La venta termina hoyObtenga un 30% de descuento en cualquier curso (excepto paquetes)
Termina en --- --- ---
En esta sección, hablaremos sobre todo lo relacionado con el tuning . Noticias, productos, problemas y resultados.
Hi all,
Whilst I have mostly been playing with a turbocharged engine, I've recently picked up a supercharged car - a VW Corrado G60 - which I am converting to Haltech (using a Nexus S2). It's a scroll-type positive displacement charger.
I plan to also fit DBW - and have a Bosch TB for this.
I'm now wondering how best to handle the boost return...
The OEM throttle body is cable operated with an integral boost return butterfly connected to the throttle linkage in what looks like 1:1 ratio with fully closed throttle = fully open boost return and vice versa. So it's progressive, half throttle has boost return half open.
On my car the standard return pipework has been deleted, it previously fed back into charger intake and now just vents to atmosphere. It doesn't run MAF.
Given my new TB won't incorporate this mechanical return - what might now be the best way to handle this?
Some boost return valves (R53 mini for example) use a butterfly valve but vacuum actuated - so only opening during negative manifold pressure and not as per the vw version.
It would be nice to electronically control this - maybe with a small DBW throttle?? or could I use a ISC valve (although I can't imagine it would offer sufficient flow) or am I overcomplicating things??
Is the throttle before or after the charger?
You can use a wastegate, BOV or adapt a vacuum diaphragm like many chargers use either way. Depending on setup they will be more or less progressive with throttle differential pressure.
If using a wastegate or BOV you can vary the sensitivity via valve orientation to pressure source and spring pressure/pre-load. Use of a BOV or wastegate allows potentially more flexible packaging and their behaviour is self regulating.
I think DBW is generally a waste of money in itself, mounting arrangements, packaging and tuning time as well as reliability and available electrical system drive current.
Thanks Michael. I’ll go down that route then.
I’ve been driving the car a bit now, with the stock setup and a boost gauge so I’m learning a bit about manifold pressure behaviour in certain scenarios. Again I reiterate it’s my first experience with anything supercharged so this may be a dumb question..
If using a BOV, what happens with the excess boost pressure during part throttle application at high rpm? Does it apply ‘back pressure’ to the charger and accelerate wear?
In the standard config, because the return is bound by throttle position and not manifold pressure, I can apply small amounts of throttle, see the manifold pressure return to positive while it’s dumping the ~1 bar pressure through the return, since it’s almost fully open still.
With a BOV controlled by manifold vacuum, once I get to this ‘slightly positive’ (or at least atmospheric) pressure, it would close and I would be seeing the full 1 bar in the system.
Might this cause drivability issues? Or accelerated charger wear?
Or this what you mean by using spring pressure on a BOV? Such that it needs more than atmospheric pressure to close?

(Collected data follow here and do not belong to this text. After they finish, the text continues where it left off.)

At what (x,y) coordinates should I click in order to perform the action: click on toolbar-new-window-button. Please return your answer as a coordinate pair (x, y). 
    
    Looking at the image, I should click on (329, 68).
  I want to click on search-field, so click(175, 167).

The specific arrangement depends on if the throttle position relative to the blower and where you have your reference line for your guage, can you put up a diagram or link to an engine system diagram?
Or even a word sequence
Throttle > [boost ref?]>blower>[boostbref?] Manifold?
The gauge is retro fitted and I’ve taken a reference from the manifold (after throttle valve) so am measuring manifold pressure.
I can create a diagram when at my PC tomorrow but in words it’s:
Air filter -> Supercharger -> Intercooler -> Throttle body -> Manifold (Reference line for gauge fitted here)
I’ve attached an image I had already but it’s not the clearest and probably doesn’t help. Supercharger is bottom left (air filter out of shot to left of it). Intercooler is out of shot on bottom right (you can see the feed and return pipes) and throttle body is top centre.
That helps.
Next question is what is the maximum boost the blower can generate as that can also impact orientation and positioning of a wastegate or BOV but isn't as critical.
Base on what you have said if you reference the signal port of a BOV post throttle and the piston face to the supercharger outlet it should work, can do similar with an external wastegate, top of diaphragm post throttle, bottom of diaphragm pre-throttle, valve face to boost with softest spring available.
That should behave in a similar way to factory and mostly (or fully at cruise and idle) unload the blower at partial throttle. If you could build slight positive pressure on a partial throttle with the original setup it still would have been making some boost against the timed bypass, so under that transitional boost condition it always would have been partially loaded.
Depending on how well matched the mechanical arrangement was previously you may well find you can make it smoother and more progressive with a pneumatic control of BOV or wastegate.
The only condition where it may load a but harder is initial cranking but that may actually be advantageous, provided you add a but if cranking fuel.